In his voice-over narration of Double Indemnity, insurance salesman Walter Neff tells his story in retrospect and ruefully wonders, “How could I have known that murder could sometimes smell like honeysuckle?” The new suspense series Dare Me (now available on Netflix Canada) is likewise recounted by cheerleader and college hopeful Addy (Herizen Guardiola of The Get Down). “There’s something dangerous about the boredom of teenage girls,” she promises in the first episode.
Based on Megan Abbott’s 2012 novel, Dare Me is set in the world of competitive high-school cheerleading. Abbott herself is also the series’ executive producer, co-creator and co-showrunner along with Gina Fattore. In addition to being a best-selling novelist (most recently with the psychological thriller Give Me Your Hand), Abbott previously worked as a writer and story editor on The Deuce and is an expert on the hardboiled fiction of James M. Cain, Chester Himes and Raymond Chandler (literally: she has a PhD in noir literature).
Abbott has written about hysteria and contagion, and about power dynamics in the gymnastics community and among research scientists. So why cheerleaders?
“It was something I knew very little about and was very different when I was in high school in the late ’80s,” she explains from her home in Queens. “I became interested in how acrobatic and gymnastic it had gotten and fascinated by how the young women who talk about the stunts and the risk and their injuries. They were so proud of them!” She visited news groups and message boards where young women swapped photos of scars, wounds, sometimes even X-rays. “It seemed so audacious and awesome.” (“Pressure is how diamonds get made,” is one Dare Me character’s appraising mantra.)
“It’s also this metaphor for how the culture treats teenage girls and young women in general,” she continues. “And that slowly is being torn down from within – that the cheerleader who has this perfect mask of all-American girlhood could be really the badass of them all.”

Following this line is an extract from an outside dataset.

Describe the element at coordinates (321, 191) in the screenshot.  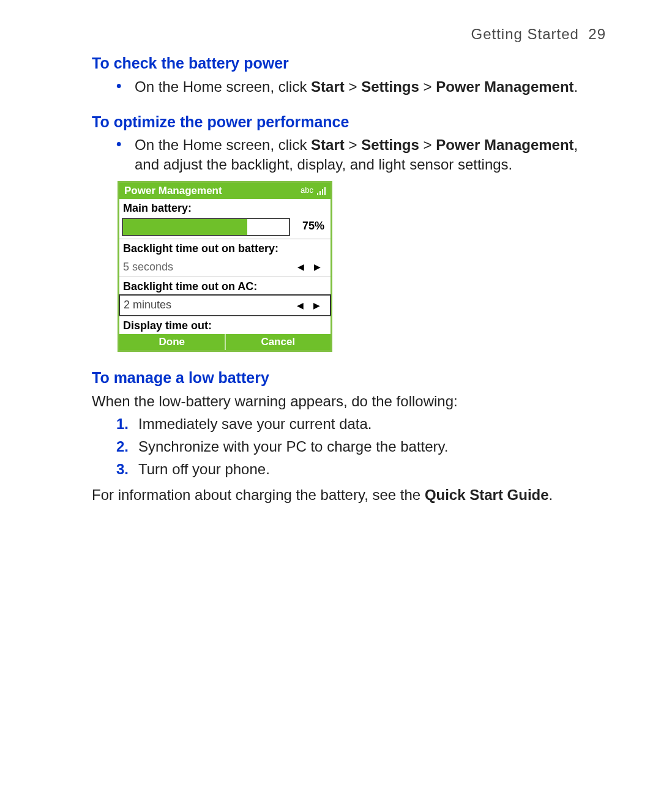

Accordingly, the show shoots cheer routines in a variety of ways to convey that athleticism and acrobatic brutality, from aerial shots of bodies abstracted into geometric shapes (inspiration: Busby Berkeley) to images shot a hair’s breadth from the tangled limbs in vertiginous pyramids. “We wanted to get inside stunts and get a sense of the height, of what it feels like to be on the bottom or the top.” Ambition, loyalty and betrayal become interesting themes to explore inside a sport that depends on complete trust to accomplish its physics-defying squad goals.
The series also happens to be “on mat” following the streamer’s reality show phenomenon Cheer. “It’s the perfect timing, in this weird way,” she says. “With the female swagger and rage bubbling up in the culture.”
Dare Me follows Addy, the observant lieutenant to charismatic head cheerleader Beth, “though in some ways Addy is a very unreliable narrator – complicated and strange,” Abbott warns. Australian Marlo Kelly (in a breakout role) was cast as the flinty best friend because she could be “more than the mean girl. Someone with gravitas you could imagine a cult of personality around.” So is the interloper and rival for Addy’s affections: their fierce and magnetic new coach Colette (Willa Fitzgerald) – a “cold, beautiful and demanding” mentor that Abbott likens to a Hitchcock blonde (and indeed, a later episode contains a coiled coif framed as a wink to Vertigo).
It’s also that rare show that centres, and takes seriously, female friendship – let alone teenage female friendship. Abbott cites the relationship between Angela and Rayanne in My So-Called Life as a model for the kind of intensity she wanted to explore. “It’s something many young women go through and a critical developmental moment for so many.”
This ruptured friendship, however, goes beyond the angst of coming-of-age stories and becomes a languid crime story filled with dread. “We wanted to do something with a rawness and deep emotionality, and dark.” As it stealthily veers into mystery, Abbott says she and Fattore looked to how David Lynch riffs on noir, “and the way that he, especially in Twin Peaks, believes that the show should feel how the world feels to the characters. So we sort of see the world as they experience it.” One scene, for example, quietly hovers in the night outside the illuminated kitchen window of a bungalow, emanating the private ennui of Edward Hopper.
The show’s distinctive painterly qualities, a Rust Belt eerieness, are thanks to Emmy-winning production designer Michael Bricker (Russian Doll) and director of photography Dagmar Weaver-Madsen– with an assist from Canada. Dare Me was filmed around Toronto and Hamilton last summer, with locations doubling as the Midwest chosen to evoke the faded, slightly seedy grandeur of a post-war industrial boom town (watch for skyline views from atop the Westin Harbour Castle, Monarch Park Stadium, Handy Market parking lots and Lakeshore’s Dairy Cream).
“Early on, back in the days of Pinterest,” Abbott recalls, “I had started collecting images, like The Virgin Suicides, William Eggleston, Saul Leiter.” In particular, she mentions that the first page of the pilot script references the photographic tableaux of artist Gregory Crewdson. “His pieces show the suburbs as pretty dramatic places filled with feeling,” Abbott explains. “Haunted, tragic, sad and beautiful – and big.”